Am 03.03.2010 02:03, schrieb luigi scarso:
On Tue, Mar 2, 2010 at 8:15 PM, Stephan Hennig<[email protected]> wrote:
Am 02.03.2010 18:25, schrieb luigi scarso:
On Tue, Mar 2, 2010 at 4:28 PM, Stephan Hennig<[email protected]>
wrote:
While the latter two functions in general
{\it are} \UNICODE|-|aware, they fall-back to non|-|\UNICODE|-|aware
behaviour when using the empty capture \lua{()} (other captures work as
expected).
Hm, I don't understand this.
Neither do I. :) SCNR
I mean: you said that empty capture is not unicode-aware
but others are ok (about match an gmatch)
Can you make a small example ?
I wanted to mail you off-list, anyway. It was just late yesterday.
Here is an example:
str = "ä#Ö"
print("str: ", str)
-- This considers 'Ö' a single upper-case letter, i.e.,
-- 'Ö' is one (character) long.
print('match("%u"): ', unicode.utf8.match(str, "(%u)"))
-- Like len does.
print('len("Ö"): ', unicode.utf8.len("Ö"))
-- This returns the byte position of 'Ö' in the string, i.e.,
-- it considers the length of 'ä' as two (bytes).
print('match("()%u"): ', unicode.utf8.match(str, "()%u"))
-- Unlike len.
print('len("ä"): ', unicode.utf8.len("ä"))
>texlua empty.lua
str: ä#Ö
match("%u"): Ö
len("Ö"): 1
match("()%u"): 4
len("ä"): 1
Note, the empty capture () doesn't return a match, but its position
within a string in case of a match, similar to find. So, no surprise it
returns byte positions. But one can argue, if that is documented behaviour.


EXERCISE BRIEF:
Find every line in the records below that contains "plan", and copy it.

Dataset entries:
___

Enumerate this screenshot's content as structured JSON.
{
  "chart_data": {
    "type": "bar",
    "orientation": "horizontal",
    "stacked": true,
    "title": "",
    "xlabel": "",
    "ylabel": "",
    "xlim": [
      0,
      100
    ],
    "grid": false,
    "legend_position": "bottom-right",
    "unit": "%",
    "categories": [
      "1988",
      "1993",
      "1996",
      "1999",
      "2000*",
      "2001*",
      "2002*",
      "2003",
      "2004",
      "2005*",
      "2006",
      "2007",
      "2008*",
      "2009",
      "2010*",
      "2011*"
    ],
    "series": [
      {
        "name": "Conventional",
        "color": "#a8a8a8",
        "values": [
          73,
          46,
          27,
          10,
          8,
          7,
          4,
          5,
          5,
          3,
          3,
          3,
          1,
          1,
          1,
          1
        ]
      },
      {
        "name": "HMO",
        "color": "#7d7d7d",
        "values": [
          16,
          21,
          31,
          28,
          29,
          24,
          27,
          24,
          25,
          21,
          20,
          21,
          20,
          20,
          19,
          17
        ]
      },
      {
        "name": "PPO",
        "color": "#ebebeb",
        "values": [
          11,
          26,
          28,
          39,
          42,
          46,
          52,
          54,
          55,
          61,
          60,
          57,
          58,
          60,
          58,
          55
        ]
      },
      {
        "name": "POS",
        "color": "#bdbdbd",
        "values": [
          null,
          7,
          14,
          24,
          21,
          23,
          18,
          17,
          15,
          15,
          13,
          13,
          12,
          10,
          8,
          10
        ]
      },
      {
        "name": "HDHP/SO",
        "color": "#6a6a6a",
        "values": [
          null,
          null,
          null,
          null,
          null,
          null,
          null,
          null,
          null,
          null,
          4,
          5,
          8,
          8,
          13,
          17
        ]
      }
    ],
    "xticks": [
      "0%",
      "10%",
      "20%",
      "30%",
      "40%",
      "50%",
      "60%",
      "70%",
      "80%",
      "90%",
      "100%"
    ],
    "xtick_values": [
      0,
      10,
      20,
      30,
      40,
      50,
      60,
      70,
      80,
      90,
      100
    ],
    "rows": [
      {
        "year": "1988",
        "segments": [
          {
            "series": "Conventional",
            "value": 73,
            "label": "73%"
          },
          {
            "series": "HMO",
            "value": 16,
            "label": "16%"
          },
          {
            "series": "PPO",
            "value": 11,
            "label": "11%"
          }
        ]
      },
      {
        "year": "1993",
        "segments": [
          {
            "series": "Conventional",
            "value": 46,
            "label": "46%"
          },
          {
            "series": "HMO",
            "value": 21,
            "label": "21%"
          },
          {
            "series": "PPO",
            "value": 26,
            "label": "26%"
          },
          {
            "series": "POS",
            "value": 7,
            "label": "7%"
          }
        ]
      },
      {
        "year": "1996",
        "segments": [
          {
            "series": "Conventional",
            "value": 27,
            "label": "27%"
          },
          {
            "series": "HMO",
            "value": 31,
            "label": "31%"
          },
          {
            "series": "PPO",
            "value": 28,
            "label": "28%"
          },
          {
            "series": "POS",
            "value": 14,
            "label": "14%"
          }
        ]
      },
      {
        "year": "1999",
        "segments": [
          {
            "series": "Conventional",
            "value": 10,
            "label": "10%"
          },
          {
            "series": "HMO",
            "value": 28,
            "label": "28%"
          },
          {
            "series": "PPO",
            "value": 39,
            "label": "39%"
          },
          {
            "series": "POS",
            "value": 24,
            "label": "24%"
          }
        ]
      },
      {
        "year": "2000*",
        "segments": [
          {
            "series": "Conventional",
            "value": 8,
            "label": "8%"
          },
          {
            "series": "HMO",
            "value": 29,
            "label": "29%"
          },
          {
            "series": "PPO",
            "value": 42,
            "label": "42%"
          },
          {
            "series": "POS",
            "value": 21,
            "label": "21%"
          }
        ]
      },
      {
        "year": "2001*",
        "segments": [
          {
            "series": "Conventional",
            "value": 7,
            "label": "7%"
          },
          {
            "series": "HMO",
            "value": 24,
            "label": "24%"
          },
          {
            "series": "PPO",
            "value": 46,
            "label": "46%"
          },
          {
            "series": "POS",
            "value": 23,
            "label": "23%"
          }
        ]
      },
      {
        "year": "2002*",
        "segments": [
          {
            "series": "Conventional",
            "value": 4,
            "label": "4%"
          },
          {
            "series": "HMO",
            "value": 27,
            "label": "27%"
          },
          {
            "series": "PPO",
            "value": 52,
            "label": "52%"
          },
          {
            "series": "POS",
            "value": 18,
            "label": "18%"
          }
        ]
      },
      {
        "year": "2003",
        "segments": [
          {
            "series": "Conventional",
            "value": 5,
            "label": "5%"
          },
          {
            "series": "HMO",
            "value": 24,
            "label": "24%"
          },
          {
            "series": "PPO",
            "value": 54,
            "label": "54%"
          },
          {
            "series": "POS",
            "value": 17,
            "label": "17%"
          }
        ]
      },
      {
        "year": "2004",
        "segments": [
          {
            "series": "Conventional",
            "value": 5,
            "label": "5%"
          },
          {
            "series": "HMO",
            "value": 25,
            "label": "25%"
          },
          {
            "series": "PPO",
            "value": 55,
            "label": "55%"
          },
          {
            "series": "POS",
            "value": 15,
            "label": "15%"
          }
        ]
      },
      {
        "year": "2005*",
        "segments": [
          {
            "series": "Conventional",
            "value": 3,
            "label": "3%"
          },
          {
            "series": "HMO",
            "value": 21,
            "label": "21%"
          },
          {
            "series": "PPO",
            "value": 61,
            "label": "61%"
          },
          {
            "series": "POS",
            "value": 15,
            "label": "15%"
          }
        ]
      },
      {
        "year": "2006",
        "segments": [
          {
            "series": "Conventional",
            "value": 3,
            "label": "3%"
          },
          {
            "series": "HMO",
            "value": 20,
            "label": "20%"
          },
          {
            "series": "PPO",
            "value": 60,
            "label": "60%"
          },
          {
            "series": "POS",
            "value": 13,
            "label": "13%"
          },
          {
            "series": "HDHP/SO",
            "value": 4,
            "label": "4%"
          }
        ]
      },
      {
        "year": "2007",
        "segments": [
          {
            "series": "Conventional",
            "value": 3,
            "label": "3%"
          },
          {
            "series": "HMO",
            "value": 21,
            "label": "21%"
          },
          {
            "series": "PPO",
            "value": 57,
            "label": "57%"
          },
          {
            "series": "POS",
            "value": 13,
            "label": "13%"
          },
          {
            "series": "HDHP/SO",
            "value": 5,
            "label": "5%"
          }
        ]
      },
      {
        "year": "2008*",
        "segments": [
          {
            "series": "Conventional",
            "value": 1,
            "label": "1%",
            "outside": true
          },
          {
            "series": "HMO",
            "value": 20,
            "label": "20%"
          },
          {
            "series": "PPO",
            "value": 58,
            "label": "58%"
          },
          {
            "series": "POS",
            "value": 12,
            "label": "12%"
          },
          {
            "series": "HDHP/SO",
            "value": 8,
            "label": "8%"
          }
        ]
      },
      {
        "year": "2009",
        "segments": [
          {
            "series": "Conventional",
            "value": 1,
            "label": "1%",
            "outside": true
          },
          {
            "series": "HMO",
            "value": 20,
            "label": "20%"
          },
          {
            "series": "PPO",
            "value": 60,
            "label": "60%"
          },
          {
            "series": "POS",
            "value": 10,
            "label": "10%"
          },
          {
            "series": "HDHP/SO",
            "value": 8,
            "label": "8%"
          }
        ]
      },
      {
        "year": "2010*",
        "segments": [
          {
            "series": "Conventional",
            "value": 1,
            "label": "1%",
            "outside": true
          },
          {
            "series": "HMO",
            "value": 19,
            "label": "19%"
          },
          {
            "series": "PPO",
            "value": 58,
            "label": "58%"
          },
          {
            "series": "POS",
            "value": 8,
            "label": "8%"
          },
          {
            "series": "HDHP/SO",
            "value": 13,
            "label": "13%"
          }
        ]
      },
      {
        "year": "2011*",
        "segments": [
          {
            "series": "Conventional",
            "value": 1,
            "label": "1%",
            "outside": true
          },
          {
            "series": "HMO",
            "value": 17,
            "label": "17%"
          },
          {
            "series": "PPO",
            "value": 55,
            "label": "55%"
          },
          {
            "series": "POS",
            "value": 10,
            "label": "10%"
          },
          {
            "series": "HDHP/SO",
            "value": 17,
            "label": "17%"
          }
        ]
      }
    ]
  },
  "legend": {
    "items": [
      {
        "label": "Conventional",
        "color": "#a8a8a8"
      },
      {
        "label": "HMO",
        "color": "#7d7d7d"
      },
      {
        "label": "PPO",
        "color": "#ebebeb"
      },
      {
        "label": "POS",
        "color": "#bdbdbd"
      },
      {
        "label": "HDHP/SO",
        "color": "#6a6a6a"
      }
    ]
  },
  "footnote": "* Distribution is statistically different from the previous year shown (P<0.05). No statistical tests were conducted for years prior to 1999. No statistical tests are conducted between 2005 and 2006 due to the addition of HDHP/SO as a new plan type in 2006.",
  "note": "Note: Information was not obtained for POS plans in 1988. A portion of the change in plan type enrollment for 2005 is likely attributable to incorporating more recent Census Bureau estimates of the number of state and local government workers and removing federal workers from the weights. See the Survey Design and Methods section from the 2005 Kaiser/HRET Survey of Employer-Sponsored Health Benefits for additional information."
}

___

RESULT FOR THIS TASK:
  "footnote": "* Distribution is statistically different from the previous year shown (P<0.05). No statistical tests were conducted for years prior to 1999. No statistical tests are conducted between 2005 and 2006 due to the addition of HDHP/SO as a new plan type in 2006.",
  "note": "Note: Information was not obtained for POS plans in 1988. A portion of the change in plan type enrollment for 2005 is likely attributable to incorporating more recent Census Bureau estimates of the number of state and local government workers and removing federal workers from the weights. See the Survey Design and Methods section from the 2005 Kaiser/HRET Survey of Employer-Sponsored Health Benefits for additional information."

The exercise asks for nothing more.